Topical items and views on the impact of digitisation on publishing and its content and the issues that make the news. This blog follows the report 'Brave New World', (http://www.ewidgetsonline.com/vcil/bravenewworld.html ), published by the Booksellers Association of the UK and Ireland and authored by Martyn Daniels. The views and comments expressed are those of the author.
Thursday, March 31, 2011
Will Kinect Be Bigger Than Tablets?
Speaking at a lunch held in Sydney by the Committee for Economic Development of Australia (CEDA), Microsoft ‘s chief research and strategy officer Craig Mundie, has predicted the death of tablets and claims that their existence will be short lived as they get squeezed by the ever decreasing gap between smartphones and laptops. He said, "I think there's an important distinction - and frankly one we didn't jump on at Microsoft fast enough - between mobile and portable,"
So is he right or wrong and is it merely a push to get PR or a genuine vision of change?
What we do know is that the tablet is consumer market’s hot device today, but that means little as technology can change so fast. We know Miscrosoft is working to get their own tablet OS out this year but that they pulled the plug on their own Courier tablet last year.
Mundie admitted Microsoft’s failings but that they are determined to go after the smartphone market and even envisages a phone that beams light directly into your retina so you can view HDTV.

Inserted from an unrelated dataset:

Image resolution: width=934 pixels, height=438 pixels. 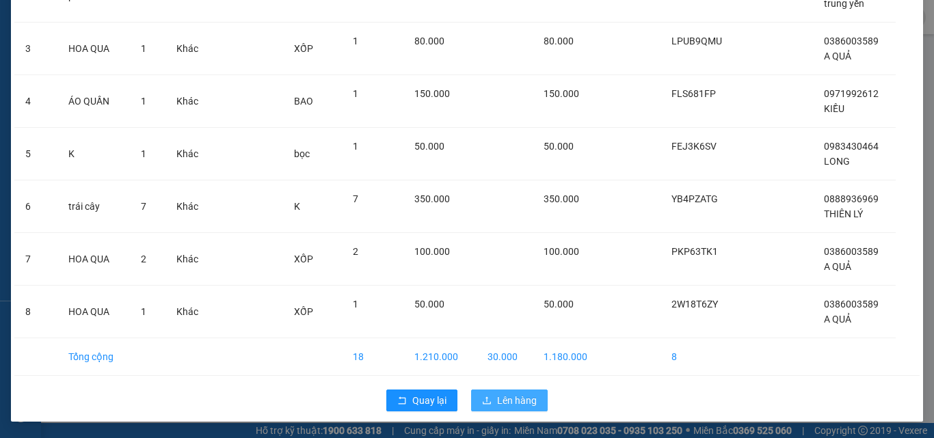 I want to click on td: 1.180.000, so click(x=568, y=357).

As for desktops, Mundie predicted, " the successor to the desktop is the room, that instead of thinking that the computer is just something on the desk that you go and sit in front of, (in the) future basically the whole room is the computer and you go in it."
Mundie discussed the Xbox 360 Kinect motion-sensing accessory will be be soon offered for the PC. This could be very interesting as it starts to free the computer interface and make in more intuitive using gestures and voice commands, or what Mundie calls this the "natural user interface". This could revolutionise many aspects of technology and human interface such as teaching, healthcare etc. This by itself could change the way we look at and interface with technology and even support some of the thinking expressed by Mundie re tablets.
Mundie predicts that within five years computers and televisions would be sold with Kinect sensors built in.